Government type by country reference
This reference classifies each country’s form of government — republic or monarchy, parliamentary or presidential, federal or unitary. It answers questions like “is the UK a republic?” and “which countries are federal?” and is searchable by country or by system type.
How it works
Each country entry records two things: the regime form (for example parliamentary republic, constitutional monarchy, federal presidential republic) and whether power is federal or unitary. There is no calculation — these are constitutional facts, summarized into standard labels. The tool supports two lookups:
- By country — read the government type directly.
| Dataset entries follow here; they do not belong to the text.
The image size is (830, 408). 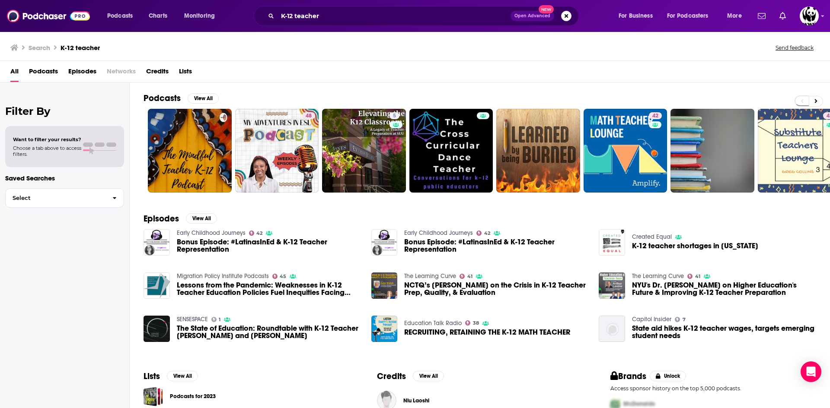 What do you see at coordinates (546, 9) in the screenshot?
I see `span: New` at bounding box center [546, 9].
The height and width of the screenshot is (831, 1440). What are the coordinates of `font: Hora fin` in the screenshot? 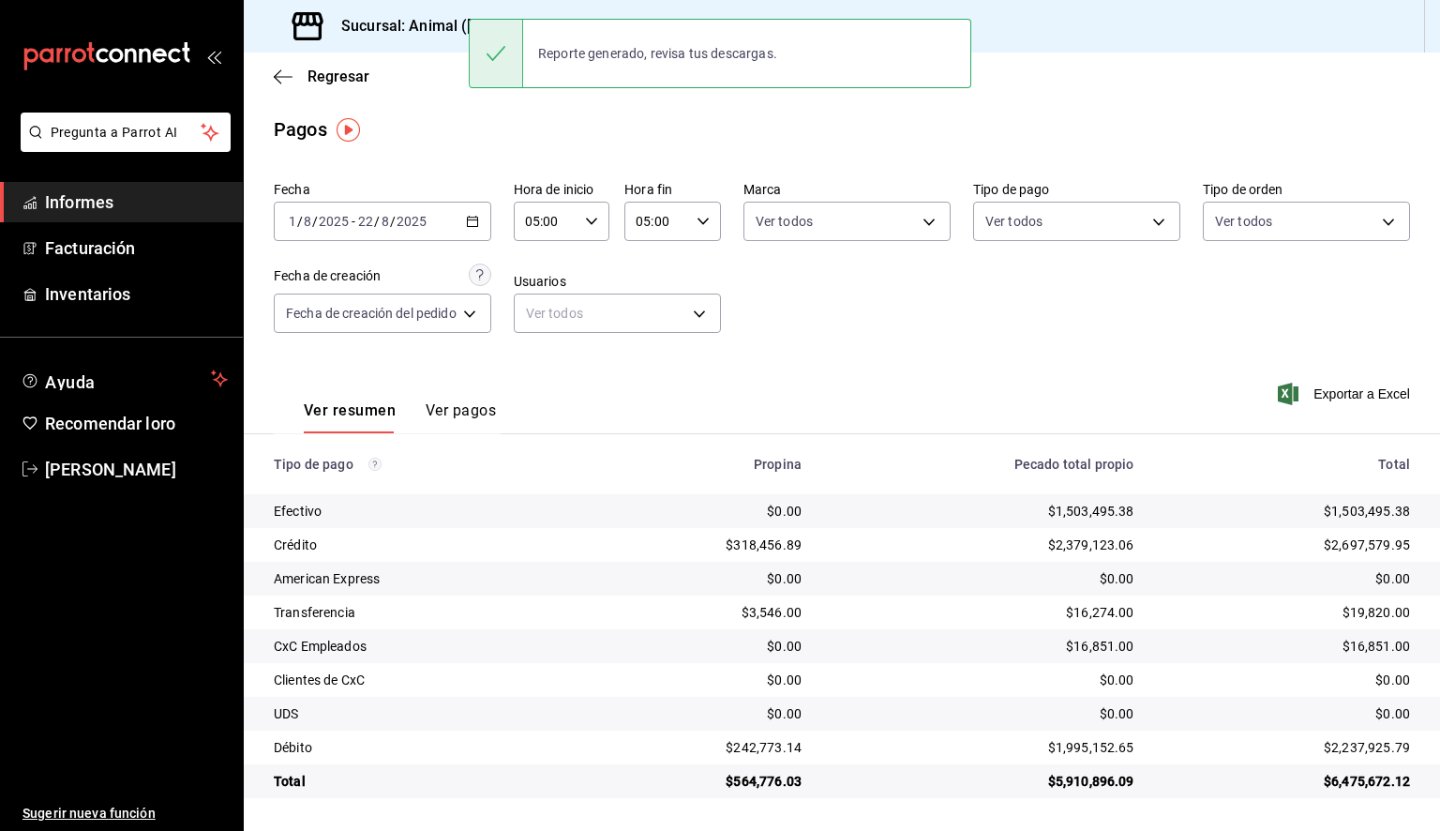 It's located at (648, 189).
- By system — type a keyword like
federal,monarchyorpresidentialto list all matching countries.
Real systems are messier than labels: some are hybrids (semi-presidential), some are in transition, and a few are one-party or absolute. The reference picks the closest standard category and flags notable exceptions in the note field.
Tips and example
- Searching monarchy surfaces both constitutional monarchies (United Kingdom, Japan, Spain) and the rarer absolute monarchies (Saudi Arabia).
- Federal returns large or diverse states — United States, Germany, India, Brazil, Australia — where regions hold constitutional powers.
- France is the classic unitary republic; the United States is the classic federal one — comparing them shows how differently power can be distributed.
- For legal or academic work, confirm against the country’s current constitution, since reforms and transitions can change the classification.